There are fossils of trigonotarbids from the more recent strata of the Upper Silurian (The Llandovery Epoch of about 444-428 million years ago). By the later Silurian (414 million years ago) there were already complex terrestrial ecosystems featuring various myriapod arthropods (centipedes and millipedes), and some sort of arthropods that were eating fungi, known only from their fecal pellets (from the Ludlow Epoch, 422-419 mya). The 428 million year old millipede Pneumodesmus newmani is one of the oldest terrestrial animals known from the fossil record. Trace fossils (trackways) from approximately 450 million years ago and genetic evidence suggests other arthropods might have arrived on land much earlier.

Links about the Ordovician-Silurian extinction event:

The Kentucky Geological Survey has one of the best sites about early terrestrial animals.

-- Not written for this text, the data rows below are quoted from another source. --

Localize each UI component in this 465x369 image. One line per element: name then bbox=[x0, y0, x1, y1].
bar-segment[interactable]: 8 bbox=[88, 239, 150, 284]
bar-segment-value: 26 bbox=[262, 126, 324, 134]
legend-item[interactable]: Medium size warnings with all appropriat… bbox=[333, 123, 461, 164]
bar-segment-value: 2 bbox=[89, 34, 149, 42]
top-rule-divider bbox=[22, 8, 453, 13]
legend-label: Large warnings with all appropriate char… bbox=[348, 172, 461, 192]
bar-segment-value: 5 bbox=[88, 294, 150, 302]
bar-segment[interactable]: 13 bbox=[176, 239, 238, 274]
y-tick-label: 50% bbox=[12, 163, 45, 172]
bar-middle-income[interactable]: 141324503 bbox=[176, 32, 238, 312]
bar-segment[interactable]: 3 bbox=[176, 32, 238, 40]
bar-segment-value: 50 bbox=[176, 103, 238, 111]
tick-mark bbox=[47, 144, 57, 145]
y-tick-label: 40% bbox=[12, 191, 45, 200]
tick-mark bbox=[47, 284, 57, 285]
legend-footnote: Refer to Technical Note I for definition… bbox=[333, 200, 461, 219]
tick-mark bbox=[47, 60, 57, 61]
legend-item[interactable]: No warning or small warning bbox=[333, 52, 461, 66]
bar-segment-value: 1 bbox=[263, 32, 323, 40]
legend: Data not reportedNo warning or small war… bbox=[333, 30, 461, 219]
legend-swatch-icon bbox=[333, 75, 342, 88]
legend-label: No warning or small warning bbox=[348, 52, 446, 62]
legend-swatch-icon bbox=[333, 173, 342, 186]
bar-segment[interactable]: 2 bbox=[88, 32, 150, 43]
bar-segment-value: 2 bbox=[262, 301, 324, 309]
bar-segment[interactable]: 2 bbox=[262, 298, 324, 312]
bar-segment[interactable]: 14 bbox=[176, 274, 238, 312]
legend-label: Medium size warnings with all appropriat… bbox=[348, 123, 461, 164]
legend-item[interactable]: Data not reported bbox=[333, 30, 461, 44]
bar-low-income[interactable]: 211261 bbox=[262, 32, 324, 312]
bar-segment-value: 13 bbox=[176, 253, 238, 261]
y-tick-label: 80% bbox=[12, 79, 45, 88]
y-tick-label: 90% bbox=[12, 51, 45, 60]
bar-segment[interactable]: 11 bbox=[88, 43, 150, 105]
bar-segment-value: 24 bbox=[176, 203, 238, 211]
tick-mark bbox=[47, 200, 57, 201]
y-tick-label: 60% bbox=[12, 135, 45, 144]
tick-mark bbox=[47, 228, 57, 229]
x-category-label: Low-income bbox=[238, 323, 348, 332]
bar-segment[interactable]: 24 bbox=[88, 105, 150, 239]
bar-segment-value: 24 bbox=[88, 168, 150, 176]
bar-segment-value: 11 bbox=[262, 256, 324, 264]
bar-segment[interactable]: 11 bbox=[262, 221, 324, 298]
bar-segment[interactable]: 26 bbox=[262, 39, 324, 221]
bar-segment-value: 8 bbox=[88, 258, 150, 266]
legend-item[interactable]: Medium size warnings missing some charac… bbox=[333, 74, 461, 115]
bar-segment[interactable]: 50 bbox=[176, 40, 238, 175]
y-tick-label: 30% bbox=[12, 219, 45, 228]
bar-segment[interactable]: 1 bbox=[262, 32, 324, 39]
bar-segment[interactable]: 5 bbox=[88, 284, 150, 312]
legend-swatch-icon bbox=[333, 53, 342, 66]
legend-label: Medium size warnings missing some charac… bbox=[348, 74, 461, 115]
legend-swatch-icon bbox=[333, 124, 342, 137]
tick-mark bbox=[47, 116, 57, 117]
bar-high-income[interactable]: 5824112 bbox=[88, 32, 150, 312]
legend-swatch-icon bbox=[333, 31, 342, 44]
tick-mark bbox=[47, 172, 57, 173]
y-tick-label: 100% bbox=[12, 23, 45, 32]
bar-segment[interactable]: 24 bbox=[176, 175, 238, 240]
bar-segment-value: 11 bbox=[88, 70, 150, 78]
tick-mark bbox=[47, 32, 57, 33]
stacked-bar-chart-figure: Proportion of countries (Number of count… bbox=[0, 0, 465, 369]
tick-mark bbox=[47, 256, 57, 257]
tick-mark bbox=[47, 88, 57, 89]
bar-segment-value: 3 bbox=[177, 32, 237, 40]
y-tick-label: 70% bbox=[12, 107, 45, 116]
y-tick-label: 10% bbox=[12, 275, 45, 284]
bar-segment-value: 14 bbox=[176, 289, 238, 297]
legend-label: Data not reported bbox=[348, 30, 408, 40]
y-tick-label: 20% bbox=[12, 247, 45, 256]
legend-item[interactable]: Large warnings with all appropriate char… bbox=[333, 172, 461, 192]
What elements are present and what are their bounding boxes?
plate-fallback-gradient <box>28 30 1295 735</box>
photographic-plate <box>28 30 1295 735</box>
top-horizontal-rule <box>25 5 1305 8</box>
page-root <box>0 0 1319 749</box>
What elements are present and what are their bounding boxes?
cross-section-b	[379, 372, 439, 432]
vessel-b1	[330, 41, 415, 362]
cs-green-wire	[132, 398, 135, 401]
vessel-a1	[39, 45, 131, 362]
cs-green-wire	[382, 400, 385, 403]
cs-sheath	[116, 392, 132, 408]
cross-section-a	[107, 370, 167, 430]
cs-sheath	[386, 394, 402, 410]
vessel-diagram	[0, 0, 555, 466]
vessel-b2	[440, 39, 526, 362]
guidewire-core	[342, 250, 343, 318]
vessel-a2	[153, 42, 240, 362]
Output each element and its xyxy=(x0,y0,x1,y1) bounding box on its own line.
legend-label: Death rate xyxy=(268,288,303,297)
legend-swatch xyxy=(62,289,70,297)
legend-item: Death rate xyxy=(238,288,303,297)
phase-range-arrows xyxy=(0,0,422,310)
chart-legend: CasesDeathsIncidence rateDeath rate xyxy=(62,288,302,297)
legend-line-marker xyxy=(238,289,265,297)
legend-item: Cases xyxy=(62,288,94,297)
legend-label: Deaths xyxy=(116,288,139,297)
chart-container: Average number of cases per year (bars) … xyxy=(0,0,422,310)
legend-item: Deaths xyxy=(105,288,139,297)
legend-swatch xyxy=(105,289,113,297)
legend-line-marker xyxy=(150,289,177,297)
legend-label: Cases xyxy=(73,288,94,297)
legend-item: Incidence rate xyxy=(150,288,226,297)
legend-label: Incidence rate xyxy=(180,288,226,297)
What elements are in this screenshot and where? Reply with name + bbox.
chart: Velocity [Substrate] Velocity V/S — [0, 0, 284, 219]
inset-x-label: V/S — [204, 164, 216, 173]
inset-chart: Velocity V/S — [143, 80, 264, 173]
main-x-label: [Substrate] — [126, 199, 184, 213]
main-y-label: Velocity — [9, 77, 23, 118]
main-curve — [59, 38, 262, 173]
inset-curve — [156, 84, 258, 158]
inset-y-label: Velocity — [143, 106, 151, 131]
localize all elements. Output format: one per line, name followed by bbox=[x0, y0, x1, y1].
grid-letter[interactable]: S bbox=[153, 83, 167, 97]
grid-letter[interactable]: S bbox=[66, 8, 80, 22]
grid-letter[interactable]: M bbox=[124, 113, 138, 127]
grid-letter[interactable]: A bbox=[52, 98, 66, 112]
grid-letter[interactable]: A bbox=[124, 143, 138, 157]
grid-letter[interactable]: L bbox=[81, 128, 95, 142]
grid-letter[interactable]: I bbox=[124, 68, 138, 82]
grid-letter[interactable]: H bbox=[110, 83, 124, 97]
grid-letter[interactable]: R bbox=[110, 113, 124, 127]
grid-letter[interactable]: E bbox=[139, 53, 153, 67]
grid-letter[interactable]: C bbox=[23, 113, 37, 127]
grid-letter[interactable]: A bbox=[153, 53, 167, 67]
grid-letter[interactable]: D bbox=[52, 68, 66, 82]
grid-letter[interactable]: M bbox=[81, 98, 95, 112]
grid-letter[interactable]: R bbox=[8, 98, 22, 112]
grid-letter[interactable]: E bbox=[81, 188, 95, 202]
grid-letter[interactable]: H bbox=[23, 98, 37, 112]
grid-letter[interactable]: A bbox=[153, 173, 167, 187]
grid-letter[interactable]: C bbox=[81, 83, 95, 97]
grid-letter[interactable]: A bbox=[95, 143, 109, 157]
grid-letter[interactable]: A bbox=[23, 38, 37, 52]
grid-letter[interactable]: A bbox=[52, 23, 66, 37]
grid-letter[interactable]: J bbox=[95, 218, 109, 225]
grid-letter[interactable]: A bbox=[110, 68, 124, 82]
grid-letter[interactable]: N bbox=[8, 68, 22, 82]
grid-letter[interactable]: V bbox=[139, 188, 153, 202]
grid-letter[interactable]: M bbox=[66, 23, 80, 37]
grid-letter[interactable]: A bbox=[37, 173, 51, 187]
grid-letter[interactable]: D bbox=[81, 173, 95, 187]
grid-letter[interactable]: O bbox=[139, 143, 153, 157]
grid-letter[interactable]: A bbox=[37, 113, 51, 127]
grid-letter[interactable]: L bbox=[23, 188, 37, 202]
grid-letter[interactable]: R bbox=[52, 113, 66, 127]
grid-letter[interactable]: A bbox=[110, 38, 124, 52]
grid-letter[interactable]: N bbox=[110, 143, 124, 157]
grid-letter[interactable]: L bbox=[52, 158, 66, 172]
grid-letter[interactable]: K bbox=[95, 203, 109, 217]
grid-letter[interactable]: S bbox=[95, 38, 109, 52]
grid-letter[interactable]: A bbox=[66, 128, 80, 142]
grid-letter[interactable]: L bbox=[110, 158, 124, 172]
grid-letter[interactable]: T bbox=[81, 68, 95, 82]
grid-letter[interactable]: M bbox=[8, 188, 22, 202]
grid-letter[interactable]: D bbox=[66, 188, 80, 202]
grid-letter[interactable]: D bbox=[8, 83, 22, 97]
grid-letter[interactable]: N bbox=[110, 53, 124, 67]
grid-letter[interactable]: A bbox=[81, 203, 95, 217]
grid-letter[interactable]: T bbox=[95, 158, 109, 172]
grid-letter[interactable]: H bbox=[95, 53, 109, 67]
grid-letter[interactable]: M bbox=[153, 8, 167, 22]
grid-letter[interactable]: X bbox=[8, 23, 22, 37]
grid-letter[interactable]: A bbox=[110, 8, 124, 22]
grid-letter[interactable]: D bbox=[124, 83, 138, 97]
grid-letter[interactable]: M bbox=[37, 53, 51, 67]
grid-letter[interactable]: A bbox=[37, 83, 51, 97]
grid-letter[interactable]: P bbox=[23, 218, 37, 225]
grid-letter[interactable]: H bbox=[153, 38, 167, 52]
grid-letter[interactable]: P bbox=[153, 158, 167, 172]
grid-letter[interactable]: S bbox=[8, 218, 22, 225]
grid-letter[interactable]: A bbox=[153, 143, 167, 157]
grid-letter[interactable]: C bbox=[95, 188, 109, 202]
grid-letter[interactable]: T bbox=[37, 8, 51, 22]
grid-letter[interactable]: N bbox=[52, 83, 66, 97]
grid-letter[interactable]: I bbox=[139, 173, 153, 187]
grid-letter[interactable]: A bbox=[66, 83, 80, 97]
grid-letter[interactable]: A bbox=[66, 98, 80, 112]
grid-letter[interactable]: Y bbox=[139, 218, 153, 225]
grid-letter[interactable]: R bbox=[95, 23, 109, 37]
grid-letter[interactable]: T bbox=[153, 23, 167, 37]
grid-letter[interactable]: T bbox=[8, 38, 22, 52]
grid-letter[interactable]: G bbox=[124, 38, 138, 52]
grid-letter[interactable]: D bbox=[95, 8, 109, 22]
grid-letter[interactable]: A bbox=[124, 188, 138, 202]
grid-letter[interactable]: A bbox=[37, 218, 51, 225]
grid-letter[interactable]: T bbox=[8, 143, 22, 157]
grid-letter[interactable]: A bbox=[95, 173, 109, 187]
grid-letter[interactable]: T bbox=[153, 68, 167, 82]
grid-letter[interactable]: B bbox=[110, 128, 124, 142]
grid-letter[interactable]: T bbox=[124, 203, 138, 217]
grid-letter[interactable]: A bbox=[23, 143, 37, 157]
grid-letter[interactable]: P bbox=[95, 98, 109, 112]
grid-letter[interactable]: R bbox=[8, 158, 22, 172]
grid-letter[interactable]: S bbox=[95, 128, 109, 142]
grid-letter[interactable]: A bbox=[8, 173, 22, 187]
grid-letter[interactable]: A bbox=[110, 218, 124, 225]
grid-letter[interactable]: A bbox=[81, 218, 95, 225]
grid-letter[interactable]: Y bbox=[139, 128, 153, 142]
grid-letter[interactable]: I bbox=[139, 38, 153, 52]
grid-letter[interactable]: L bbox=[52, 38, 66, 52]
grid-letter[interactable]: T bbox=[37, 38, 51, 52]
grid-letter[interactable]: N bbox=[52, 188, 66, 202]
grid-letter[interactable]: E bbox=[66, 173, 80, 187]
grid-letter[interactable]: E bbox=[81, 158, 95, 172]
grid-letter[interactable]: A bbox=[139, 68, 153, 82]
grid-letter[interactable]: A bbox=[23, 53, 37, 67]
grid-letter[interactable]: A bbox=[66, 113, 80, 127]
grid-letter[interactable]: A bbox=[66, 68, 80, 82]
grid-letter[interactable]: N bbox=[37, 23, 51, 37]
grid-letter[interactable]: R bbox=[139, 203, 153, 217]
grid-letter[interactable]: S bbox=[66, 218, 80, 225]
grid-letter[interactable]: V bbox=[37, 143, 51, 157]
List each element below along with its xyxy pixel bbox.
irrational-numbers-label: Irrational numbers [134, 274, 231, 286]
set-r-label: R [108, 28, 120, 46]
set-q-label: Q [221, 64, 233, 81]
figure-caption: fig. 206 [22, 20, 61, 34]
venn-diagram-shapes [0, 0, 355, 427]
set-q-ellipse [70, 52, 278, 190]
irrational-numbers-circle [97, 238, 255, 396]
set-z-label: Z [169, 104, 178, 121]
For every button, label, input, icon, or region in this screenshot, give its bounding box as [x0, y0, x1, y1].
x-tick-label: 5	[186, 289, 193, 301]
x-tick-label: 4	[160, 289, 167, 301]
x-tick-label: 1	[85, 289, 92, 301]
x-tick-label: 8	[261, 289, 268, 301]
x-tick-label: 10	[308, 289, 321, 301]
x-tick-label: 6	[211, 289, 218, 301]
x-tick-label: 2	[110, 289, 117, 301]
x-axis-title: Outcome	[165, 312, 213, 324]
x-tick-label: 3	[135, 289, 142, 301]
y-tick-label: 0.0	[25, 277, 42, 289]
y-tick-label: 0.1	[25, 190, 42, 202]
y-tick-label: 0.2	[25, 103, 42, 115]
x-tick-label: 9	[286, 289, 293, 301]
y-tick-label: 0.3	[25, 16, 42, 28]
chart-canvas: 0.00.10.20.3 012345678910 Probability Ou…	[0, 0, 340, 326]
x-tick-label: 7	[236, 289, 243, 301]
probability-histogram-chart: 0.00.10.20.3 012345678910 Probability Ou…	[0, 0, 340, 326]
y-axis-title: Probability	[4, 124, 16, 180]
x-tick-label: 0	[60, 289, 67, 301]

David Winter’s very fine page about the various times animals have moved up on land.

Here is an abstract of a paper by Gregory Retallack and Carolyn Feakes suggesting trace fossils from Pennsylvania indicate land animals in the late Ordovician, about 450 million years ago.

Ken McNamara and Paul Selden’s fine article from a 1993 issue of NewScientist about early colonization of land habitats in the late Ordovician.

This overview of the Chelicerate group, given to us by the University of Bristol, indicates that some Eurypterids could get up and crawl about on land.